The current COVID-19 coronavirus outbreak vividly demonstrates the acute global danger emanating from a local event in a hyperconnected world. A key public health challenge is the immediate reduction in host-to-host transmission events, particularly in front-line healthcare workers taking direct care of COVID-19 patients. Such patients often have to undergo medical procedures that induce respiratory emissions and thereby put healthcare workers at risk. This RAPID project aims to reduce the host-to-host transmission of COVID-19 during such “aerosol†emission-producing medical procedures by developing, testing, and deploying fluid-dynamics-based solutions at the patient’s bedside that can essentially syphon off the emissions coming from a patient and protect healthcare workers and other personnel.

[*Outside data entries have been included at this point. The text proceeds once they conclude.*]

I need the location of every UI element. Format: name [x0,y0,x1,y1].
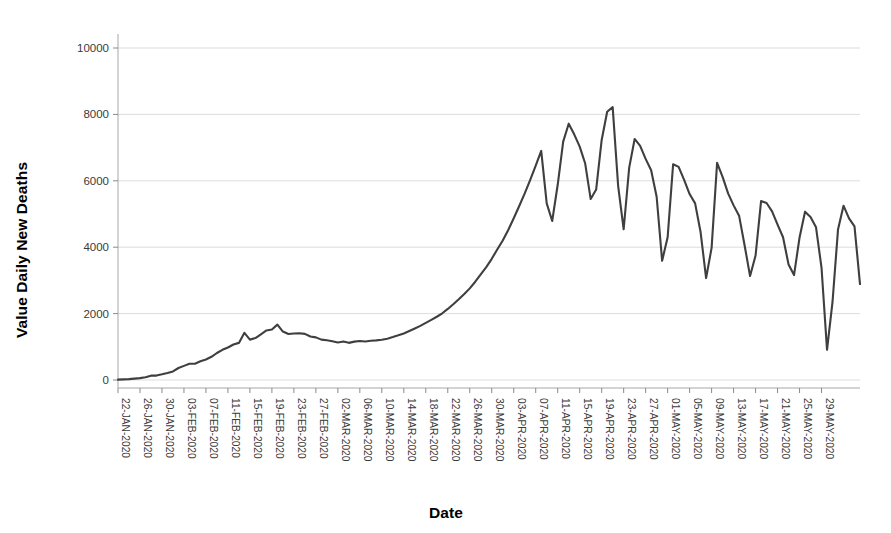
x-tick-label: 30-JAN-2020 [164,398,175,458]
x-tick-label: 18-MAR-2020 [428,398,439,462]
x-tick-label: 27-FEB-2020 [318,398,329,459]
x-tick-labels: 22-JAN-202026-JAN-202030-JAN-202003-FEB-… [118,388,835,462]
x-tick-label: 19-FEB-2020 [274,398,285,459]
x-tick-label: 15-FEB-2020 [252,398,263,459]
data-series-daily-new-deaths [118,107,860,380]
y-tick-label: 10000 [77,42,109,54]
x-tick-label: 02-MAR-2020 [340,398,351,462]
x-tick-label: 29-MAY-2020 [824,398,835,459]
x-tick-label: 21-MAY-2020 [780,398,791,459]
x-tick-label: 17-MAY-2020 [758,398,769,459]
x-tick-label: 26-JAN-2020 [142,398,153,458]
x-tick-label: 23-APR-2020 [626,398,637,460]
x-tick-label: 07-FEB-2020 [208,398,219,459]
y-axis-title: Value Daily New Deaths [13,162,30,338]
x-tick-label: 22-JAN-2020 [120,398,131,458]
x-tick-label: 27-APR-2020 [648,398,659,460]
x-tick-label: 23-FEB-2020 [296,398,307,459]
chart-container: 0200040006000800010000 22-JAN-202026-JAN… [0,0,891,533]
y-tick-label: 2000 [83,308,109,320]
y-tick-labels: 0200040006000800010000 [77,42,118,386]
line-chart: 0200040006000800010000 22-JAN-202026-JAN… [0,0,891,533]
y-tick-label: 0 [103,374,109,386]
x-axis-title: Date [429,504,463,521]
y-tick-label: 6000 [83,175,109,187]
x-tick-label: 11-APR-2020 [560,398,571,459]
grid-lines [118,48,860,380]
x-tick-label: 07-APR-2020 [538,398,549,460]
y-tick-label: 4000 [83,241,109,253]
x-tick-label: 26-MAR-2020 [472,398,483,462]
x-tick-label: 05-MAY-2020 [692,398,703,459]
x-tick-label: 14-MAR-2020 [406,398,417,462]
x-tick-label: 03-APR-2020 [516,398,527,460]
x-tick-label: 30-MAR-2020 [494,398,505,462]
x-tick-label: 09-MAY-2020 [714,398,725,459]
x-tick-label: 13-MAY-2020 [736,398,747,459]
x-tick-label: 06-MAR-2020 [362,398,373,462]
x-tick-label: 11-FEB-2020 [230,398,241,458]
x-tick-label: 15-APR-2020 [582,398,593,460]
series-line-path [118,107,860,380]
x-tick-label: 10-MAR-2020 [384,398,395,462]
y-tick-label: 8000 [83,108,109,120]
x-tick-label: 22-MAR-2020 [450,398,461,462]
x-tick-label: 01-MAY-2020 [670,398,681,459]
x-tick-label: 25-MAY-2020 [802,398,813,459]
x-tick-label: 03-FEB-2020 [186,398,197,459]
x-tick-label: 19-APR-2020 [604,398,615,460]
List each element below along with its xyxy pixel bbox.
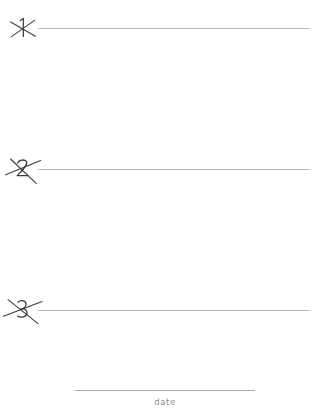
date-field[interactable]: date xyxy=(75,390,255,407)
line-number-marker-3[interactable]: 3 xyxy=(2,291,46,331)
writing-rule-line xyxy=(38,169,310,170)
numbered-line-row: 2 xyxy=(0,150,329,190)
numbered-line-row: 1 xyxy=(0,9,329,49)
line-number-marker-2[interactable]: 2 xyxy=(2,150,46,190)
line-number-marker-1[interactable]: 1 xyxy=(2,9,46,49)
writing-rule-line xyxy=(38,310,310,311)
worksheet-page: 1 2 3 xyxy=(0,0,329,419)
numbered-line-row: 3 xyxy=(0,291,329,331)
date-input-line[interactable] xyxy=(75,390,255,391)
writing-rule-line xyxy=(38,28,310,29)
date-field-label: date xyxy=(75,397,255,407)
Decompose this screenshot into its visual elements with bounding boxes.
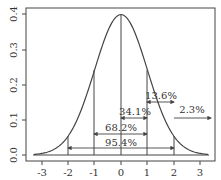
label-2: 2.3% <box>179 104 204 115</box>
x-tick-4: 1 <box>144 167 150 178</box>
x-tick-2: -1 <box>89 167 99 178</box>
label-34: 34.1% <box>119 106 151 117</box>
x-tick-1: -2 <box>63 167 73 178</box>
y-tick-3: 0.3 <box>8 42 19 58</box>
y-tick-0: 0.0 <box>8 147 19 163</box>
y-tick-4: 0.4 <box>8 6 19 22</box>
y-axis-labels: 0.0 0.1 0.2 0.3 0.4 <box>8 6 19 163</box>
normal-distribution-chart: 0.0 0.1 0.2 0.3 0.4 -3 -2 -1 0 1 2 3 <box>0 0 221 180</box>
x-tick-0: -3 <box>37 167 47 178</box>
x-tick-5: 2 <box>171 167 177 178</box>
label-68: 68.2% <box>105 122 137 133</box>
label-95: 95.4% <box>105 137 137 148</box>
label-13: 13.6% <box>145 90 177 101</box>
x-axis-ticks <box>42 161 200 165</box>
x-tick-3: 0 <box>118 167 124 178</box>
x-axis-labels: -3 -2 -1 0 1 2 3 <box>37 167 203 178</box>
x-tick-6: 3 <box>197 167 203 178</box>
y-tick-2: 0.2 <box>8 77 19 93</box>
y-axis-ticks <box>22 14 26 155</box>
y-tick-1: 0.1 <box>8 112 19 128</box>
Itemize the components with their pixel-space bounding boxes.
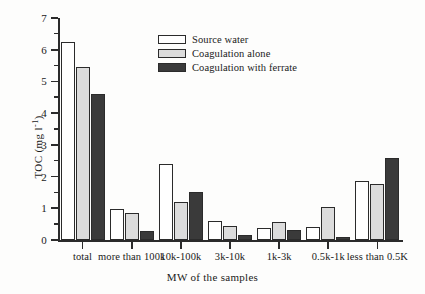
bar xyxy=(61,42,75,240)
x-axis-title: MW of the samples xyxy=(0,271,425,283)
bar xyxy=(76,67,90,240)
x-axis-tick xyxy=(229,242,231,249)
bar xyxy=(385,158,399,240)
bar xyxy=(208,221,222,240)
bar xyxy=(159,164,173,240)
bar-group xyxy=(353,18,402,240)
bar xyxy=(189,192,203,240)
bar xyxy=(257,228,271,240)
y-axis-major-tick xyxy=(51,144,58,146)
y-axis-tick-label: 0 xyxy=(0,235,47,246)
bar-chart-figure: TOC (mg l-1) 01234567 totalmore than 100… xyxy=(0,0,425,294)
y-axis-major-tick xyxy=(51,81,58,83)
x-axis-tick-label: less than 0.5K xyxy=(347,251,408,262)
legend-item: Source water xyxy=(158,33,297,46)
legend-swatch-source-water xyxy=(158,35,186,44)
legend-item-label: Coagulation with ferrate xyxy=(192,62,297,73)
chart-legend: Source waterCoagulation aloneCoagulation… xyxy=(158,33,297,75)
bar xyxy=(238,235,252,240)
bar-group xyxy=(107,18,156,240)
y-axis-major-tick xyxy=(51,239,58,241)
bar xyxy=(223,226,237,240)
x-axis-tick xyxy=(82,242,84,249)
y-axis-tick-label: 4 xyxy=(0,108,47,119)
y-axis-tick-label: 7 xyxy=(0,13,47,24)
y-axis-tick-label: 5 xyxy=(0,76,47,87)
bar xyxy=(355,181,369,240)
y-axis-major-tick xyxy=(51,49,58,51)
x-axis-tick xyxy=(131,242,133,249)
x-axis-tick-label: 10k-100k xyxy=(160,251,201,262)
bar-group xyxy=(58,18,107,240)
y-axis-tick-label: 2 xyxy=(0,171,47,182)
y-axis-tick-label: 1 xyxy=(0,203,47,214)
legend-item: Coagulation alone xyxy=(158,47,297,60)
legend-item-label: Source water xyxy=(192,34,248,45)
y-axis-major-tick xyxy=(51,112,58,114)
legend-swatch-coagulation-alone xyxy=(158,49,186,58)
bar xyxy=(287,230,301,240)
bar xyxy=(336,237,350,240)
bar xyxy=(370,184,384,240)
legend-swatch-coagulation-with-ferrate xyxy=(158,63,186,72)
y-axis-major-tick xyxy=(51,207,58,209)
x-axis-tick xyxy=(180,242,182,249)
bar xyxy=(306,227,320,240)
x-axis-tick-label: 1k-3k xyxy=(267,251,292,262)
y-axis-major-tick xyxy=(51,17,58,19)
y-axis-major-tick xyxy=(51,176,58,178)
legend-item: Coagulation with ferrate xyxy=(158,61,297,74)
x-axis-tick xyxy=(327,242,329,249)
bar-group xyxy=(304,18,353,240)
bar xyxy=(321,207,335,240)
x-axis-tick xyxy=(278,242,280,249)
x-axis-tick-label: 3k-10k xyxy=(215,251,245,262)
bar xyxy=(91,94,105,240)
y-axis-tick-label: 3 xyxy=(0,139,47,150)
x-axis-tick-label: total xyxy=(73,251,92,262)
bar xyxy=(140,231,154,240)
bar xyxy=(174,202,188,240)
y-axis-tick-label: 6 xyxy=(0,44,47,55)
y-axis-title-exponent: -1 xyxy=(31,119,40,126)
x-axis-tick xyxy=(377,242,379,249)
bar xyxy=(125,213,139,240)
bar xyxy=(110,209,124,240)
bar xyxy=(272,222,286,240)
x-axis-tick-label: more than 100k xyxy=(98,251,165,262)
legend-item-label: Coagulation alone xyxy=(192,48,270,59)
x-axis-tick-label: 0.5k-1k xyxy=(312,251,345,262)
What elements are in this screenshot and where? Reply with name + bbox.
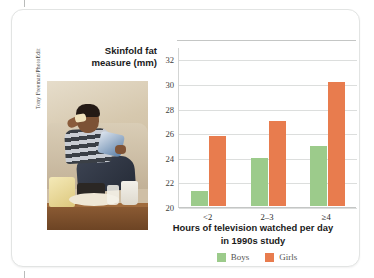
x-axis-title-line2: in 1990s study xyxy=(221,235,286,246)
photo-glass xyxy=(107,185,119,205)
bar-girls-1 xyxy=(269,121,286,206)
y-axis-title-line1: Skinfold fat xyxy=(105,45,157,56)
chart-legend: BoysGirls xyxy=(153,252,361,262)
y-axis-tick-label: 28 xyxy=(165,105,174,115)
plot-top-border xyxy=(177,40,356,41)
legend-item-boys[interactable]: Boys xyxy=(217,252,250,262)
bar-chart: Skinfold fat measure (mm) 20222426283032… xyxy=(153,40,361,270)
bar-boys-1 xyxy=(251,158,268,206)
y-axis-tick-label: 32 xyxy=(165,55,174,65)
y-axis-tick-label: 26 xyxy=(165,129,174,139)
figure-card: Tony Freeman/PhotoEdit Skinfold fat meas… xyxy=(11,9,360,267)
photo-block: Tony Freeman/PhotoEdit xyxy=(47,81,148,230)
x-axis-title: Hours of television watched per day in 1… xyxy=(147,222,359,247)
photo-hand xyxy=(115,145,126,154)
photo-cup xyxy=(121,181,138,205)
legend-swatch-boys xyxy=(217,253,226,262)
photo-table xyxy=(47,207,148,230)
plot-area xyxy=(178,48,356,208)
bar-boys-0 xyxy=(191,191,208,206)
bar-girls-0 xyxy=(209,136,226,206)
bar-girls-2 xyxy=(328,82,345,206)
gridline xyxy=(179,208,357,209)
crop-mark-bottom xyxy=(24,271,25,278)
bar-boys-2 xyxy=(310,146,327,206)
crop-mark-top xyxy=(24,0,25,7)
x-axis-title-line1: Hours of television watched per day xyxy=(173,222,333,233)
y-axis-tick-label: 20 xyxy=(165,203,174,213)
plot-wrapper: 20222426283032 <22–3≥4 xyxy=(178,48,356,208)
legend-label-boys: Boys xyxy=(231,252,250,262)
gridline xyxy=(179,60,357,61)
teen-eating-snacks-photo xyxy=(47,81,148,230)
y-axis-tick-label: 30 xyxy=(165,80,174,90)
y-axis-tick-label: 22 xyxy=(165,178,174,188)
y-axis-tick-label: 24 xyxy=(165,154,174,164)
y-axis-title: Skinfold fat measure (mm) xyxy=(77,45,157,69)
x-axis-tick-label: <2 xyxy=(203,212,212,222)
x-axis-tick-label: ≥4 xyxy=(322,212,331,222)
legend-swatch-girls xyxy=(265,253,274,262)
legend-label-girls: Girls xyxy=(279,252,297,262)
x-axis-tick-label: 2–3 xyxy=(261,212,274,222)
photo-credit: Tony Freeman/PhotoEdit xyxy=(35,0,42,109)
y-axis-title-line2: measure (mm) xyxy=(91,57,157,68)
legend-item-girls[interactable]: Girls xyxy=(265,252,297,262)
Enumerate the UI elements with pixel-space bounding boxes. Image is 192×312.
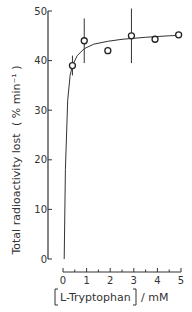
chart: 01020304050 012345 Total radioactivity l…	[0, 0, 192, 312]
x-tick-label: 4	[154, 275, 160, 286]
y-tick-label: 50	[34, 6, 47, 17]
x-tick-label: 2	[107, 275, 113, 286]
y-axis-title: Total radioactivity lost ( % min⁻¹ )	[10, 65, 23, 255]
svg-text:Total radioactivity lost: Total radioactivity lost ( % min⁻¹ )	[10, 65, 23, 255]
x-tick-label: 3	[131, 275, 137, 286]
y-tick-label: 40	[34, 55, 47, 66]
data-point	[176, 32, 182, 38]
fitted-curve	[64, 35, 181, 259]
y-tick-label: 20	[34, 154, 47, 165]
data-point	[69, 63, 75, 69]
y-axis-title-main: Total radioactivity lost	[10, 133, 23, 256]
x-axis-title: L-Tryptophan / mM	[55, 289, 168, 305]
y-tick-label: 10	[34, 204, 47, 215]
plot-area	[64, 9, 181, 259]
data-point	[81, 38, 87, 44]
left-bracket	[55, 289, 58, 305]
data-point	[152, 36, 158, 42]
right-bracket	[133, 289, 136, 305]
y-axis-title-unit: ( % min⁻¹ )	[10, 65, 23, 125]
x-tick-label: 5	[178, 275, 184, 286]
x-axis: 012345	[60, 268, 184, 286]
y-axis: 01020304050	[34, 6, 52, 265]
x-axis-title-text: L-Tryptophan	[60, 291, 131, 304]
x-axis-unit: / mM	[141, 291, 168, 304]
x-tick-label: 1	[83, 275, 89, 286]
y-tick-label: 0	[41, 254, 47, 265]
x-tick-label: 0	[60, 275, 66, 286]
y-tick-label: 30	[34, 105, 47, 116]
data-point	[105, 48, 111, 54]
data-point	[128, 33, 134, 39]
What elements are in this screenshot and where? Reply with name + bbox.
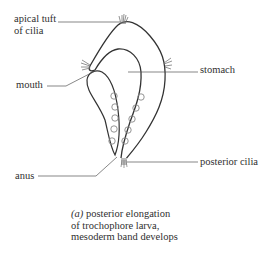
label-anus: anus — [15, 170, 34, 182]
caption-line3: mesoderm band develops — [71, 231, 178, 243]
caption-line1: posterior elongation — [86, 208, 170, 219]
leader-anus — [38, 157, 117, 176]
mouth-lip — [89, 66, 95, 71]
label-stomach: stomach — [200, 64, 235, 76]
leader-lines — [38, 22, 198, 176]
mouth-cilia-icon — [81, 60, 90, 70]
posterior-cilia-icon — [121, 158, 127, 168]
label-posterior-cilia: posterior cilia — [200, 156, 258, 168]
caption-line2: of trochophore larva, — [71, 220, 178, 232]
label-apical-tuft-line2: of cilia — [14, 25, 56, 37]
label-mouth: mouth — [16, 79, 43, 91]
side-cilia-icon — [164, 58, 172, 69]
figure-caption: (a) posterior elongation of trochophore … — [71, 208, 178, 243]
apical-tuft-cilia-icon — [119, 14, 128, 24]
label-apical-tuft: apical tuft of cilia — [14, 13, 56, 37]
caption-marker: (a) — [71, 208, 83, 219]
label-apical-tuft-line1: apical tuft — [14, 13, 56, 25]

This RAPID project seeks to develop such non-pharmacologic containment approaches by first visualizing and quantifying the multiphase nature of respiratory emissions during exhalations, coughs, and aerosol-generating medical procedures pertinent to COVID-19 patients. Based on that quantification, the project will model and quantify the impact of locally applied multiphase flow control for containing, diverting, and collecting the pathogen-laden emissions from the patient and thus reduce exposure to healthcare providers. Finally, the project will develop rapid prototype systems for deployment at the patient’s bedside in clinically relevant settings. The benefits of the project to healthcare professionals and the public rest with the rapid development of concrete and actionable non-pharmacological interventions to curb host-to-host transmission of respiratory infectious diseases and in particular protection of healthcare workers at the frontline of this historic pandemic.
This award reflects NSF's statutory mission and has been deemed worthy of support through evaluation using the Foundation's intellectual merit and broader impacts review criteria.